What has this to do with judges?  In a sane world where the system was working as designed, absolutely nothing.  Chief Justice John Roberts explained the proper job of a judge:

It's my job to call balls and strikes and not to pitch or bat.

That's not what our modern Court does, and hasn't throughout Justice Kennedy's tenure: it pitches, bats, umpires, mows the outfield, and from time to time rearranges the bases.  For reasons unclear and which our Founders could not have imagined, somehow our Congress has willingly permitted the Court to take over its proper job of deciding what our laws shall be instead of impeaching the activist judges.

And perhaps that's the most frightening potential outcome of Donald Trump replacing Justice Kennedy with a classical conservative: A Court which believes in its proper limits will be a Court which is so unfamiliar to younger Americans to be unrecognizable.

Consider our earlier example: If a new conservative justice joins with the other conservative justices to strike down Roe v. Wade, abortion will not be outlawed.  It will simply be devolved to each state to pass whatever laws they see fit just as the Constitution provides.  If that happens, state politicians will, for once, have to stand up and be counted on a major practical issue.

The same is true with homosexual "marriage," immigration enforcement, and all manner of other things: The Constitution delegated authority over those areas to other branches and levels of government and not to the Court, and it's time for those branches which are truly responsible to step up and take responsibility.

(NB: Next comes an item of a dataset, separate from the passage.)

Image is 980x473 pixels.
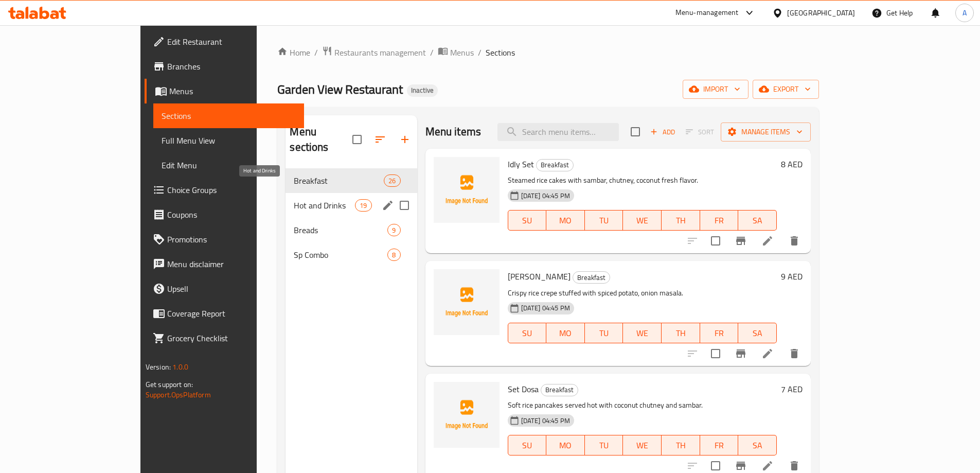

Those who want open borders need to run on that as a platform, get elected, and pass a law making it so.  Those who want to make illegal to restrict what people with which sexual organs go into whose bathrooms need to pass a law to that effect.  And on and on down the whole panoply of leftist destruction of our culture and history, so much of which has been ordained from on high by courts without ever being voted on by the actual representatives of the people who sit in the legislature.

Given the vast and unaccountable power that's been foolishly granted to our Supreme Court, it's no wonder that the Left is panicking at the prospect of losing one of their number: it's ever so much easier to persuade one old guy than a hundred million voters, as Hillary Clinton was notoriously unable to do.

Maybe now they'll have to once again learn how to try - or, more likely, discover that it can't be done with the policies they truly believe in.  In which case, what exactly will happen when the pendulum swings back their way, as it always does, and they come roaring back into power thirsty for vengeance?